I thought for a couple of minutes, decided I couldn't stay silent, and responded:
As a person who doesn't meet your (implied) standards of acceptable physical size, can I just say how very sick I am of fat bigotry? Not to mention transportation bigotry.
I don't love streetcars either, but a) not everyone can ride a bike; b) not everyone who needs public transit is fat; and c) not everyone who bicycles every single day is (or gets) thin. I'm living proof.
So please check your privilege and reconsider comments that demean, hurt, and alienate at least one member of this community. Thanks.
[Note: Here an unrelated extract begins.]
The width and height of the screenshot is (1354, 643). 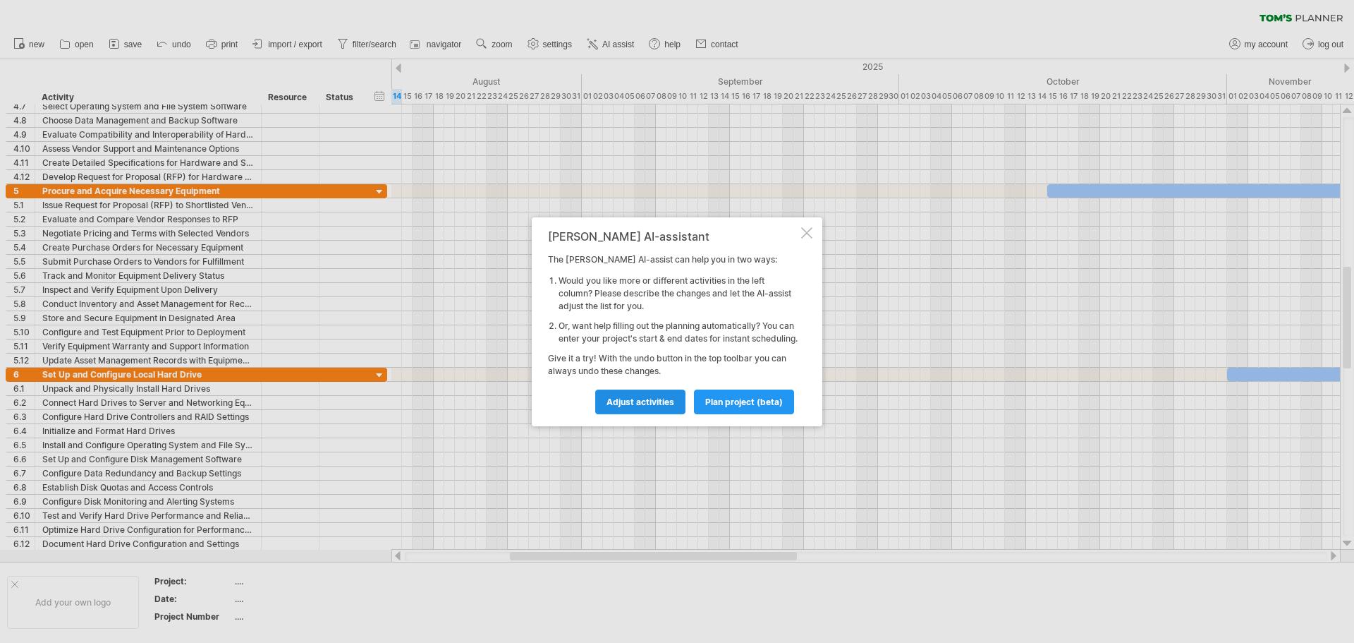 What do you see at coordinates (641, 401) in the screenshot?
I see `a: Adjust activities` at bounding box center [641, 401].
Then I felt all skittish and scared for speaking up, afraid I was going to get reprimanded by the attractive thin people.
The trouble is, on a blog like BikePortland, I'm such an insignificant minority that nobody even bothers with that. I'm just an embarrassment. It's a weird spot to be in.
(no subject)
28/7/10 22:32 (UTC)I'm always troubled by the privilogic that thinness is an accomplishment and worthy of praise. I don't know anyone, anywhere, who was a fat person and has become a thin person. It may be true that some people gain some weight through bad choices that actually were choices (and your example of poverty-level food is a good example of where it's not much of a choice), but the statistics are pretty indisputable: people who tend to fatness stay fat, and people who tend to thinness stay thin. And NONE of it has any bearing on the inherent right to respect that we all have.
And as to transportation! This country seems to be systematically stripping away the public good of city bus systems and replacing it with streetcars and light rail that cost astronomically more per rider-mile served, while also not actually serving the riders who need a ride the most.